Editor's Note

By Jonathan Tepperman

Since The Catalyst first launched in January 2016, we’ve organized each issue around a single theme. But this time – with our Fall 2023 issue – we decided to try something new. Instead of focusing all our essays on a specific topic, we’ve experimented with featuring a type of article instead. It’s a format I call The Fix: essays that describe how one government or organization somewhere on the planet has solved (or at least, made great progress fighting) a problem that the rest of the world still struggles with.

We had a few reasons for deciding to try this route. First, it cuts across all subjects and topics, which allows us to showcase the great variety of issues on which my very impressive colleagues here at the George W. Bush Institute work. And second, emphasizing fixes is a way to underline that, despite the growing pessimism about the direction of the country and the world, we at The Catalyst and the Bush Institute focus on coming up with solutions – and on telling the stories of how other hardworking folks are breaking new ground and actually getting stuff done.

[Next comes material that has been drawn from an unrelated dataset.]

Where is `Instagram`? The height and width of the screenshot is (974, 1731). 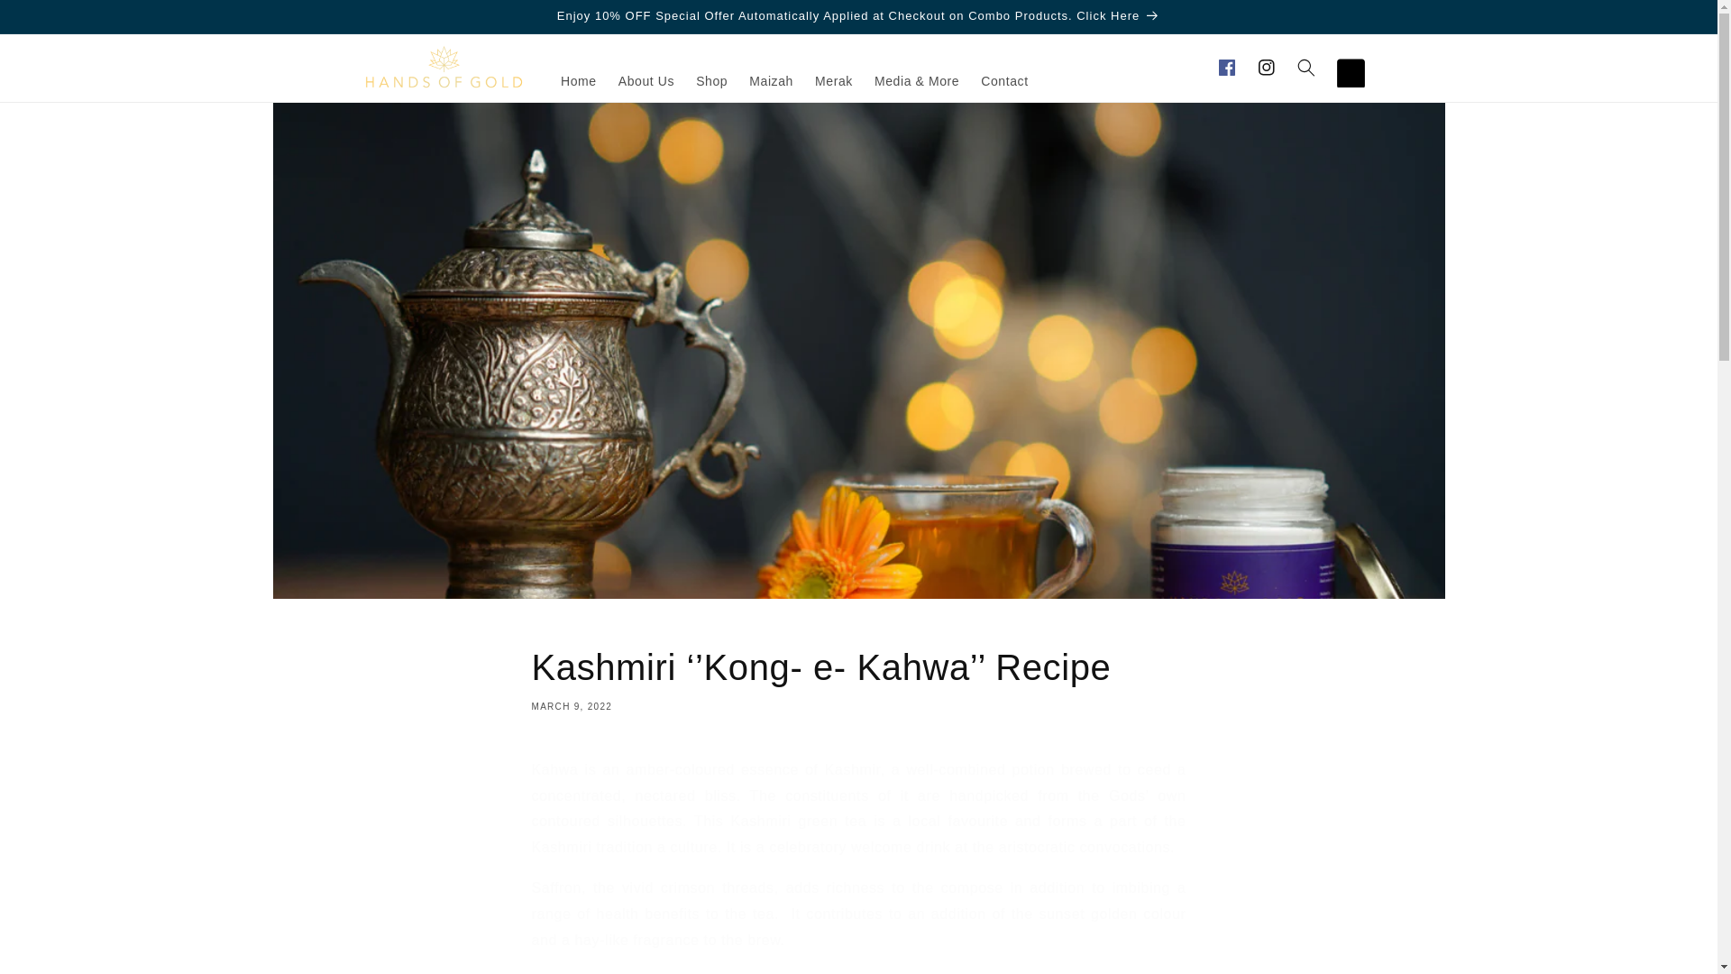
Instagram is located at coordinates (1266, 67).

In that spirit, Anne Wicks kicks off the issue by describing Mississippi’s revolution in reading education – and how, in less than 10 years, one of the country’s perennial underperforming states remade itself a national leader in child literacy and the science of teaching kids how to read.

Next, William McKenzie – a career newspaperman and my predecessor as The Catalyst’s editor – takes on a topic vital to the health of U.S. democracy: how to reverse the slide in the public’s faith in our news media. Chris Walsh tackles the same general topic – polarization and political dysfunction – from a different angle, telling the story of how a growing nationwide student organization is promoting pluralism and healthy debate among young Americans.

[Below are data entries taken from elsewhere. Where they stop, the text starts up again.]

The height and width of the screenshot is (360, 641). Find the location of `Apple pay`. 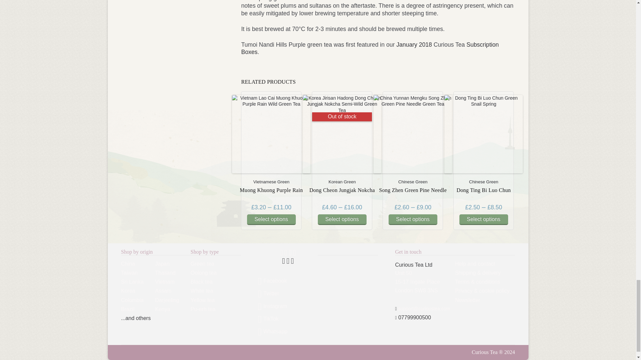

Apple pay is located at coordinates (290, 254).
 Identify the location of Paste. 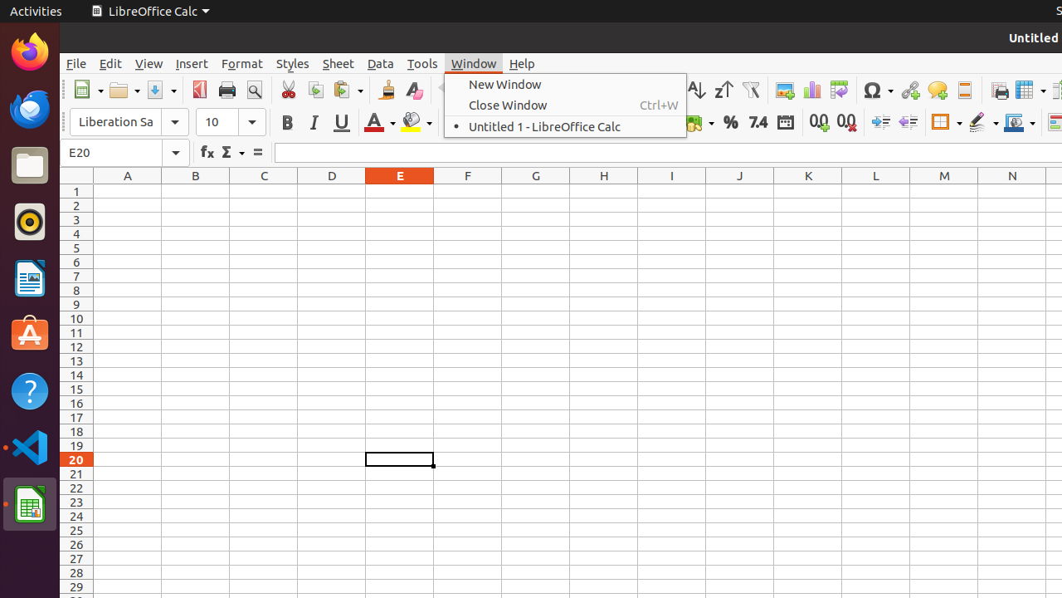
(348, 90).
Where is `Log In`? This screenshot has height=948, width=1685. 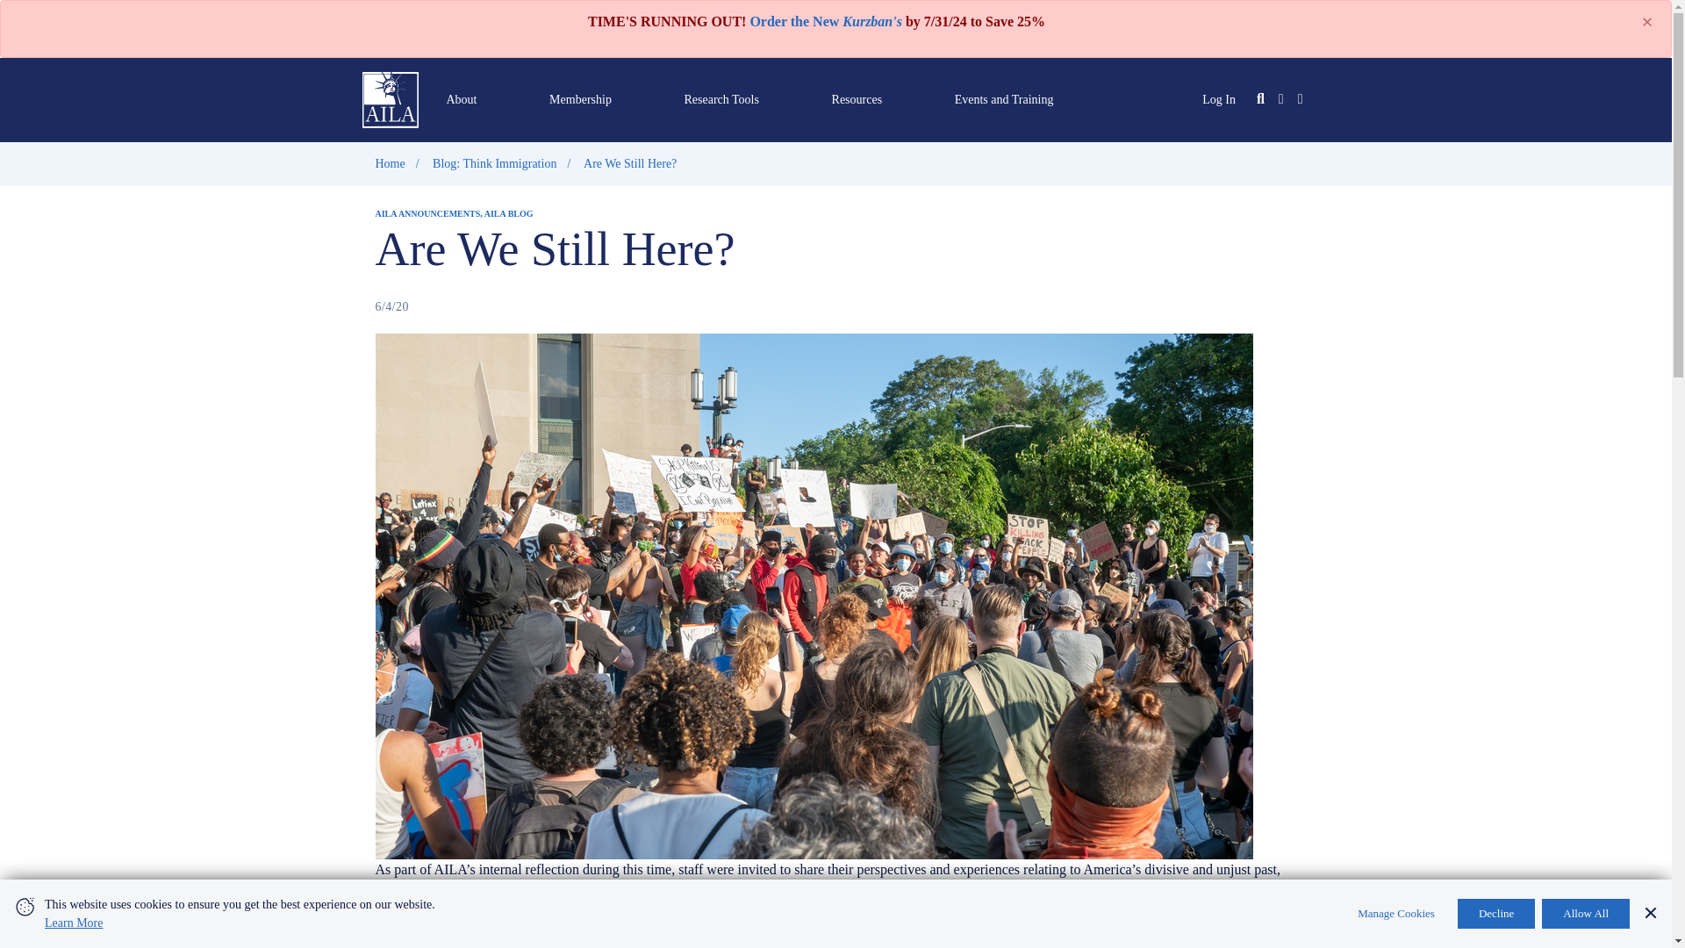
Log In is located at coordinates (1218, 98).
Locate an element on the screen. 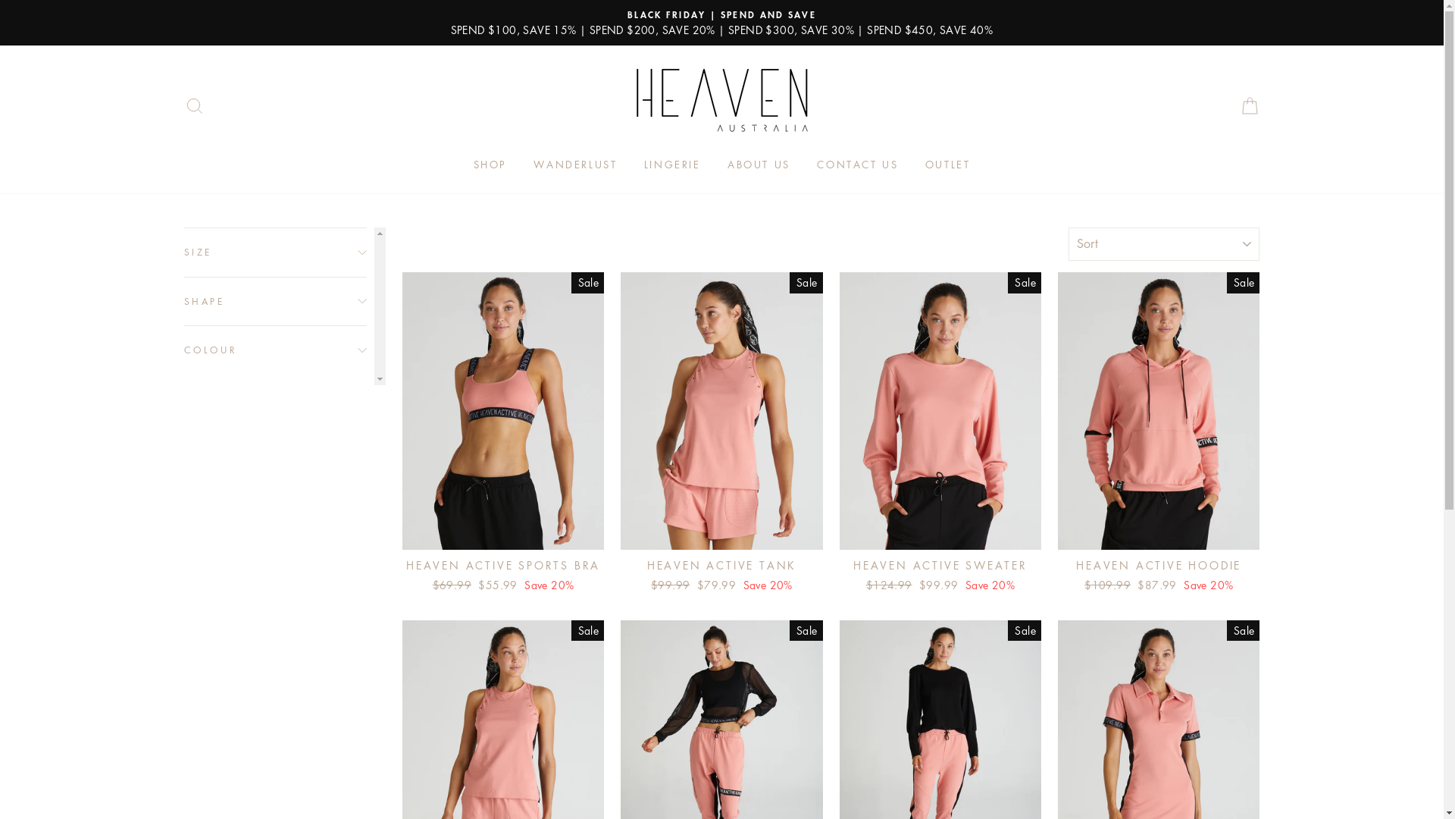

Turning to economics, J.H. Cullum Clark addresses America’s spiraling housing crisis – now a major drag on the country’s growth and an impediment to opportunity – and describes how Frisco, Texas, and a few other small cities have conquered NIMBY-ism and revolutionized the way they and their citizens think about growth. In a related piece, Alap Davé recounts how Utah managed to virtually eliminate chronic homelessness by using a data-driven, cost-effective model that both liberals and conservatives can embrace. And Albert Torres describes how, despite the emphasis the Biden Administration places on fighting corruption, the United States has become a leading haven for kleptocrats looking to legally hide their loot – and how Denmark, which once suffered similar problems, shows the way forward.

Speaking of fighting corruption, we’re proud to feature an exclusive interview with Miranda Patrucic, the Bosnian Editor-in-Chief of the Organized Crime and Corruption Reporting Project, in which she describes how networked journalism can expose transnational malfeasance. (Among its many accomplishments, the OCCRP helped break the Panama Papers scandal in 2016.)

Three other essays focus on international successes. In “Saving migrants from HIV/AIDS“, Dr. Deborah Birx and Hannah Johnson recount how Haiti and the Dominican Republic joined forces with the President’s Emergency Plan for AIDS Relief (PEPFAR) to beat back HIV/AIDS on the island of Hispaniola. Natalie Gonnella-Platts describes how one brave school in Afghanistan managed to defy the odds and the Taliban to provide quality education to hundreds of endangered girls (and continues to do so in exile today). Finally, I’ve written an essay telling the story of how, in less than a decade, Ukraine managed to turn its rotting, post-Soviet military into a fighting force capable of fending off a superpower – and its lessons for other countries, such as Taiwan, that are threatened by a massive neighbor.

I hope you’ll enjoy reading this issue as much as we enjoyed working on it, and that you’ll share the sense of hope these stories inspired in us. I’d love to hear your reactions and thoughts. And if you know about a surprising success story you’d like to share, I want to hear about that, too.